Else, the tech lead can send out group updates to his or her peers in a shared Slack channel or email distribution. Peer cohorts can subscribe to these updates and glance through the updates periodically.

Example: At Lyft, a group of engineers in our Growth organization often gather in a Friday meeting to discuss their product areas on a monthly cadence. This group gathered represents teams from across nearly the entire product surface. Conversations may range from architecture reviews, to product presentations with open Q&A for presentations or brainstorming. The objective of the meeting is to share information that would otherwise have been contained in a silo, and find leverage points between the groups where opportunities may have been missed.

Making Decisions (as a Lead)

Making Decisions Illustration

Grove talks about the primary responsibility of managers to make decisions. How should this work? Managers need to provide a venue to provide input, facilitate discussion, then after all inputs have been received, the manager can make a decision.

We can apply this to technical leading in two ways. First, it is important for a lead to be a decision-making partner to her management counterpart. Let’s imagine a manager needs to decide whether to make a case to senior leadership to expand headcount on the team. The technical lead can make the tactical case for doing so by explaining how the team’s output is blocked due to a key skill set being missing with specific examples of PRs, code samples, and/or specific backlog items that went unfinished or were underinvested in.

Secondly, the tech lead herself may make decisions. These decisions tend to live at the boundaries at the tactical and the strategic, and may include:

  • Should we address tech debt now, or punt on it until after the big product push?
  • Is there a new technology that we should be investigating now that could pay dividends in the future? For example, a new core technology (a streaming architecture, a blockchain/distributed ledger, a native mobile app) may unlock new product capabilities for the business to capitalize on.
  • Are there leverage points for our team to integrate with other teams? Is there an opportunity to internally (or externally) platform-ize our technology?

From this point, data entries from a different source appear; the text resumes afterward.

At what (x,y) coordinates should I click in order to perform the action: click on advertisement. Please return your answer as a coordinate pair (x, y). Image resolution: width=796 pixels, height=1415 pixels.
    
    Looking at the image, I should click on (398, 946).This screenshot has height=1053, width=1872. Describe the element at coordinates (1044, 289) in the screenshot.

Of course, these decisions do not occur in a vacuum. Like Grove suggests, our lead must be able to convene the group of experts (the team) and have the team give their feedback and opinion.

Conclusion

Breakfast Factory Illustration

Tech leads reading Grove’s High Output Management get a cheat sheet into the manager’s mindset, helping their management counterparts get the clearest picture into the performance of the team.

Tech leads can also take on a manager’s mindset, using 1:1s with their teammates to develop each member. They maximize their leverage as technical leaders to build bridges between other groups within their organizations.